Hospital Policies Define the Standard of Care
Every hospital maintains policy and procedure manuals. These documents tell staff exactly how to perform nursing tasks, respond to emergencies, document assessments, and escalate patient deterioration. When a nurse or physician violates these policies, you have written proof they failed to meet their own institutional standards. I've seen defense attorneys crumble when confronted with their client hospital's own policy manual showing the nurse should have called the physician after two elevated blood pressure readings, not four.
Request Policies Early and Specifically
Demand the relevant policies in your initial discovery requests. Do not ask for "all policies and procedures." Specify policies by clinical situation: fall risk assessment protocols, medication administration procedures, restraint application guidelines, pressure ulcer prevention bundles, sepsis screening tools, or whatever applies to your case. Hospitals will bury you in irrelevant documents if you let them. I've reviewed defense responses where they produced the visitor parking policy but claimed they lost the rapid response team activation criteria. Push back hard.
Compare Policy to Documentation
Lay the hospital policy next to the nursing flow sheets and progress notes. Create a chart showing what the policy required and what the medical record proves happened. In a case involving a post-surgical patient who bled out, the policy required vital sign checks every 15 minutes for two hours post-op. The nurse documented vitals at 1400, then nothing until 1530. The patient coded at 1520. That 75-minute gap proved fatal and violated the hospital's own written standards. Your damages expert uses this to show causation.
Policies Reveal What Training Staff Received
Hospital policies double as training documents. When a policy states "all RNs will assess pain using the 0-10 numerical scale every four hours," the hospital has confirmed they trained their nurses on this standard. The defendant nurse cannot claim ignorance. I've deposed nurses who insisted they didn't know they needed to reposition a bedbound patient every two hours. Then we show them the pressure injury prevention policy with their signature on the annual competency acknowledgment. Their credibility evaporates.
Look for Policy Violations in Supervision and Staffing
Policies govern more than bedside care. They address charge nurse responsibilities, preceptor requirements for new graduates, and mandatory staff-to-patient ratios. In a medication error case, I found the hospital policy required all new nurses to have medications co-signed by a preceptor for 90 days. The nurse who gave the wrong dose was on day 30 of orientation and gave medications unsupervised. The hospital violated its own safety protocol. This shifted liability from the individual nurse to the institution and expanded your recovery.
Outdated Policies Expose Systemic Failures
Check the policy revision dates. A fall prevention policy last updated in 2008 tells you the hospital ignored 15 years of evidence-based practice improvements. Professional standards evolve. If the policy references outdated equipment or eliminated medications, the hospital demonstrates deliberate indifference to patient safety. I reviewed a case where the hospital's restraint policy still referenced Posey vests, which were contraindicated by national guidelines eight years earlier. This showed the jury a pattern of institutional neglect beyond one bad nurse.
Policies Written After Your Incident Are Admissible
Defense counsel will fight to exclude policies revised after your client's injury. Argue for admission as subsequent remedial measures showing feasibility or to prove the hospital recognized the danger. Some jurisdictions allow these revisions to impeach defense experts who claim the old standard was acceptable. I've seen hospitals completely rewrite their neurological assessment policies three months after a missed stroke case. The new policy proved the old one was inadequate and the hospital knew it.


» TASK TO COMPLETE:
Search the material for the word "Phenylalanine" and copy every line in which it occurs.

» MATERIALS PROVIDED:

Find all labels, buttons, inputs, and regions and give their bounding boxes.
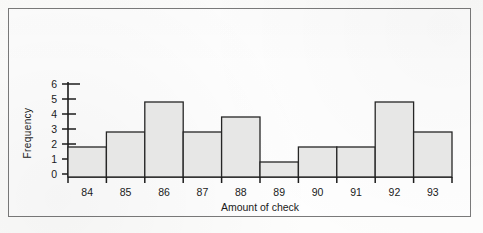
- x-tick-label-93: 93: [427, 186, 439, 198]
- bar-90: [298, 147, 336, 177]
- x-tick-label-90: 90: [312, 186, 324, 198]
- bars-group: [68, 102, 452, 177]
- bar-87: [183, 132, 221, 177]
- x-tick-label-87: 87: [197, 186, 209, 198]
- x-tick-label-85: 85: [120, 186, 132, 198]
- bar-93: [414, 132, 452, 177]
- bar-84: [68, 147, 106, 177]
- y-tick-label: 6: [51, 78, 57, 90]
- bar-89: [260, 162, 298, 177]
- bar-91: [337, 147, 375, 177]
- x-tick-label-89: 89: [273, 186, 285, 198]
- figure-container: Frequency 6 5 4 3 2 1 0: [0, 0, 483, 233]
- x-axis-title: Amount of check: [221, 201, 300, 213]
- y-tick-label: 0: [51, 168, 57, 180]
- y-axis-title: Frequency: [22, 108, 33, 159]
- x-tick-label-91: 91: [350, 186, 362, 198]
- y-tick-label: 2: [51, 138, 57, 150]
- x-tick-label-88: 88: [235, 186, 247, 198]
- bar-85: [106, 132, 144, 177]
- x-tick-label-86: 86: [158, 186, 170, 198]
- y-tick-labels: 6 5 4 3 2 1 0: [51, 78, 57, 180]
- y-tick-label: 4: [51, 108, 57, 120]
- bar-86: [145, 102, 183, 177]
- x-tick-marks: [68, 177, 452, 183]
- histogram-chart: Frequency 6 5 4 3 2 1 0: [0, 0, 483, 233]
- x-tick-labels: 84 85 86 87 88 89 90 91 92 93: [81, 186, 438, 198]
- x-tick-label-92: 92: [389, 186, 401, 198]
- bar-92: [375, 102, 413, 177]
- y-tick-label: 1: [51, 153, 57, 165]
- y-tick-label: 3: [51, 123, 57, 135]
- y-tick-label: 5: [51, 93, 57, 105]
- x-tick-label-84: 84: [81, 186, 93, 198]
- bar-88: [222, 117, 260, 177]
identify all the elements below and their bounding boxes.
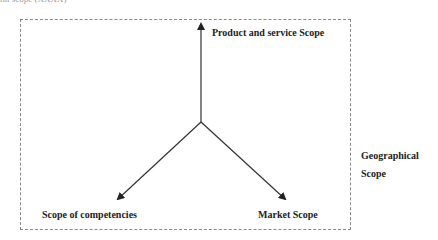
geographical-scope-line1: Geographical xyxy=(361,147,431,165)
geographical-scope-line2: Scope xyxy=(361,165,431,183)
product-service-scope-label: Product and service Scope xyxy=(212,27,324,38)
competencies-axis-arrow xyxy=(118,122,201,199)
competencies-scope-label: Scope of competencies xyxy=(42,209,137,220)
market-axis-arrow xyxy=(201,122,285,199)
market-scope-label: Market Scope xyxy=(258,209,318,220)
geographical-scope-label: Geographical Scope xyxy=(361,147,431,183)
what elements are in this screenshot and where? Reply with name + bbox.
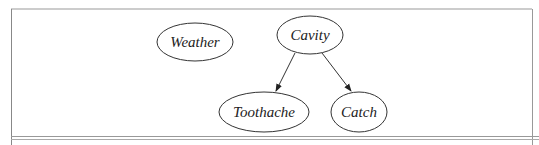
node-label-toothache: Toothache [233,104,295,120]
node-weather: Weather [157,23,233,61]
node-cavity: Cavity [277,16,343,54]
node-label-cavity: Cavity [290,27,329,43]
edge-cavity-catch [322,53,351,91]
node-toothache: Toothache [219,92,309,132]
node-label-catch: Catch [341,104,377,120]
node-catch: Catch [331,92,387,132]
node-label-weather: Weather [170,34,220,50]
edge-cavity-toothache [276,53,295,91]
bayes-net-diagram: Weather Cavity Toothache Catch [0,0,539,145]
edges [276,53,351,91]
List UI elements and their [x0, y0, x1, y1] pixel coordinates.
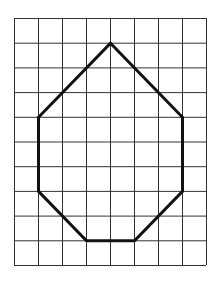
- grid-diagram: [0, 0, 218, 285]
- grid-lines: [14, 18, 207, 266]
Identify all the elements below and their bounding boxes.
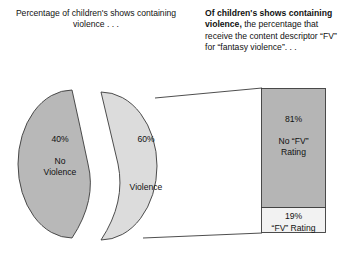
bar-value-no-fv-rating: 81% xyxy=(261,114,326,126)
pie-slice-violence xyxy=(101,92,157,240)
bar-label-no-fv-rating: 81% No “FV” Rating xyxy=(261,114,326,159)
bar-caption-no-fv-line1: No “FV” xyxy=(261,136,326,148)
pie-value-violence-wrapper: 60% xyxy=(108,134,184,146)
violence-ratings-infographic: Percentage of children's shows containin… xyxy=(0,0,350,259)
pie-caption-violence: Violence xyxy=(108,182,184,194)
pie-label-no-violence: 40% No Violence xyxy=(22,134,98,179)
pie-caption-violence-wrapper: Violence xyxy=(108,182,184,194)
pie-caption-no-violence-line2: Violence xyxy=(22,167,98,179)
bar-caption-fv-rating: “FV” Rating xyxy=(261,223,326,235)
connector-line-bottom xyxy=(143,233,262,238)
bar-caption-no-fv-line2: Rating xyxy=(261,147,326,159)
pie-value-no-violence: 40% xyxy=(22,134,98,146)
pie-value-violence: 60% xyxy=(108,134,184,146)
pie-caption-no-violence-line1: No xyxy=(22,156,98,168)
bar-label-fv-rating: 19% “FV” Rating xyxy=(261,211,326,234)
bar-value-fv-rating: 19% xyxy=(261,211,326,223)
connector-line-top xyxy=(155,88,262,98)
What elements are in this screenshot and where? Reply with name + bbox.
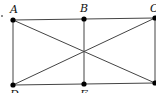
point-E — [81, 81, 86, 86]
point-F — [152, 80, 156, 85]
label-B: B — [79, 2, 88, 15]
point-C — [152, 15, 156, 20]
point-D — [10, 82, 15, 87]
label-C: C — [150, 2, 156, 15]
points — [1, 15, 156, 87]
stray-mark — [1, 15, 3, 17]
segments — [13, 18, 155, 85]
label-E: E — [79, 88, 88, 93]
labels: A B C D E — [9, 2, 156, 93]
point-A — [10, 17, 15, 22]
label-A: A — [9, 3, 18, 16]
label-D: D — [9, 88, 19, 93]
geometry-diagram: A B C D E — [0, 0, 156, 93]
point-B — [81, 16, 86, 21]
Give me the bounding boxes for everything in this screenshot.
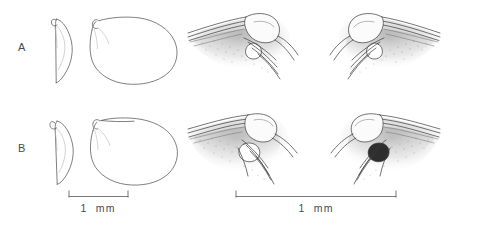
scalebar-left xyxy=(68,190,130,200)
row-b-hinge-detail-right xyxy=(322,108,440,196)
scalebar-left-label: 1 mm xyxy=(68,202,128,214)
row-a-hinge-detail-left xyxy=(188,8,306,96)
scalebar-right xyxy=(235,190,399,200)
row-label-a: A xyxy=(18,41,26,53)
row-b-lateral-valve-outline xyxy=(88,113,182,189)
row-label-b: B xyxy=(18,142,26,154)
illustration-plate: A B xyxy=(0,0,485,231)
row-a-lateral-valve-outline xyxy=(88,12,182,88)
scalebar-right-label: 1 mm xyxy=(235,202,397,214)
row-a-dorsal-view xyxy=(44,12,86,88)
row-b-dorsal-view xyxy=(44,113,86,189)
row-b-hinge-detail-left xyxy=(188,108,306,196)
row-a-hinge-detail-right xyxy=(322,8,440,96)
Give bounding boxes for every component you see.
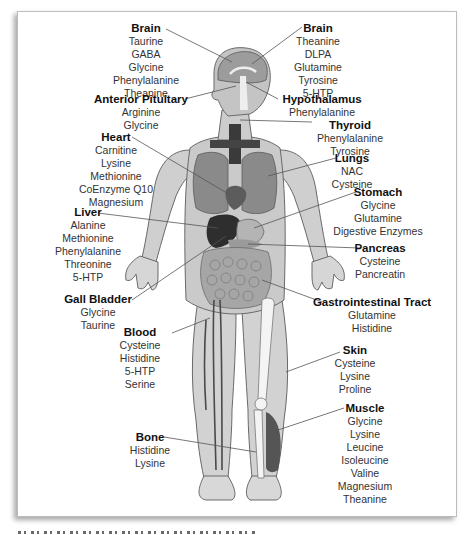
- label-title: Brain: [113, 22, 179, 35]
- label-item: Digestive Enzymes: [333, 225, 422, 238]
- label-gastrointestinal-tract: Gastrointestinal Tract Glutamine Histidi…: [313, 296, 431, 335]
- label-muscle: Muscle Glycine Lysine Leucine Isoleucine…: [338, 402, 392, 506]
- label-item: Theanine: [294, 35, 342, 48]
- label-bone: Bone Histidine Lysine: [130, 431, 170, 470]
- label-item: Glycine: [338, 415, 392, 428]
- intestines: [201, 248, 272, 309]
- label-item: Serine: [120, 378, 161, 391]
- label-item: Glycine: [113, 61, 179, 74]
- label-item: Arginine: [94, 106, 188, 119]
- label-liver: Liver Alanine Methionine Phenylalanine T…: [55, 206, 121, 284]
- label-pancreas: Pancreas Cysteine Pancreatin: [354, 242, 405, 281]
- label-title: Bone: [130, 431, 170, 444]
- label-item: Theanine: [338, 493, 392, 506]
- label-item: Methionine: [79, 170, 153, 183]
- label-item: Glutamine: [313, 309, 431, 322]
- label-title: Pancreas: [354, 242, 405, 255]
- label-item: Cysteine: [335, 357, 376, 370]
- label-skin: Skin Cysteine Lysine Proline: [335, 344, 376, 396]
- label-item: Glycine: [333, 199, 422, 212]
- label-title: Blood: [120, 326, 161, 339]
- label-item: Lysine: [338, 428, 392, 441]
- label-item: Lysine: [79, 157, 153, 170]
- label-title: Lungs: [332, 152, 373, 165]
- label-blood: Blood Cysteine Histidine 5-HTP Serine: [120, 326, 161, 391]
- label-title: Liver: [55, 206, 121, 219]
- label-title: Gastrointestinal Tract: [313, 296, 431, 309]
- label-heart: Heart Carnitine Lysine Methionine CoEnzy…: [79, 131, 153, 209]
- right-hand: [312, 256, 344, 290]
- label-item: Lysine: [130, 457, 170, 470]
- label-anterior-pituitary: Anterior Pituitary Arginine Glycine: [94, 93, 188, 132]
- label-item: Histidine: [120, 352, 161, 365]
- label-item: Phenylalanine: [282, 106, 361, 119]
- label-item: Valine: [338, 467, 392, 480]
- collarbone-vessels: [210, 140, 260, 148]
- right-lung: [242, 152, 277, 213]
- label-item: 5-HTP: [120, 365, 161, 378]
- label-item: Pancreatin: [354, 268, 405, 281]
- left-foot: [199, 476, 235, 500]
- knee: [255, 398, 267, 410]
- left-hand: [126, 256, 158, 290]
- label-item: NAC: [332, 165, 373, 178]
- label-stomach: Stomach Glycine Glutamine Digestive Enzy…: [333, 186, 422, 238]
- label-item: Glutamine: [294, 61, 342, 74]
- label-item: Tyrosine: [294, 74, 342, 87]
- label-brain-right: Brain Theanine DLPA Glutamine Tyrosine 5…: [294, 22, 342, 100]
- label-item: Leucine: [338, 441, 392, 454]
- clipped-caption: [18, 528, 318, 535]
- label-item: Proline: [335, 383, 376, 396]
- label-item: Glutamine: [333, 212, 422, 225]
- label-item: Glycine: [64, 306, 132, 319]
- label-item: GABA: [113, 48, 179, 61]
- label-item: Histidine: [313, 322, 431, 335]
- label-brain-left: Brain Taurine GABA Glycine Phenylalanine…: [113, 22, 179, 100]
- label-item: Lysine: [335, 370, 376, 383]
- label-item: Phenylalanine: [317, 132, 383, 145]
- label-title: Brain: [294, 22, 342, 35]
- label-item: Alanine: [55, 219, 121, 232]
- label-item: DLPA: [294, 48, 342, 61]
- label-title: Thyroid: [317, 119, 383, 132]
- label-item: Phenylalanine: [55, 245, 121, 258]
- label-item: Cysteine: [120, 339, 161, 352]
- label-item: Threonine: [55, 258, 121, 271]
- label-title: Skin: [335, 344, 376, 357]
- leader-skin: [286, 352, 340, 372]
- label-title: Anterior Pituitary: [94, 93, 188, 106]
- leader-thyroid: [240, 120, 312, 122]
- label-item: CoEnzyme Q10: [79, 183, 153, 196]
- label-item: Phenylalanine: [113, 74, 179, 87]
- label-item: Methionine: [55, 232, 121, 245]
- label-title: Gall Bladder: [64, 293, 132, 306]
- label-item: Carnitine: [79, 144, 153, 157]
- leader-muscle: [278, 408, 344, 430]
- right-foot: [246, 476, 281, 500]
- label-item: 5-HTP: [55, 271, 121, 284]
- label-hypothalamus: Hypothalamus Phenylalanine: [282, 93, 361, 119]
- label-item: Cysteine: [354, 255, 405, 268]
- label-title: Hypothalamus: [282, 93, 361, 106]
- label-title: Muscle: [338, 402, 392, 415]
- label-title: Heart: [79, 131, 153, 144]
- label-item: Taurine: [113, 35, 179, 48]
- label-item: Histidine: [130, 444, 170, 457]
- label-title: Stomach: [333, 186, 422, 199]
- label-item: Magnesium: [338, 480, 392, 493]
- label-item: Isoleucine: [338, 454, 392, 467]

» RESULT OF THIS TASK:
- label-liver: Liver Alanine Methionine Phenylalanine T…: [55, 206, 121, 284]
- label-item: Phenylalanine: [282, 106, 361, 119]
- label-brain-left: Brain Taurine GABA Glycine Phenylalanine…: [113, 22, 179, 100]
- label-item: Phenylalanine: [317, 132, 383, 145]
- label-item: Phenylalanine: [55, 245, 121, 258]
- label-item: Phenylalanine: [113, 74, 179, 87]
- label-hypothalamus: Hypothalamus Phenylalanine: [282, 93, 361, 119]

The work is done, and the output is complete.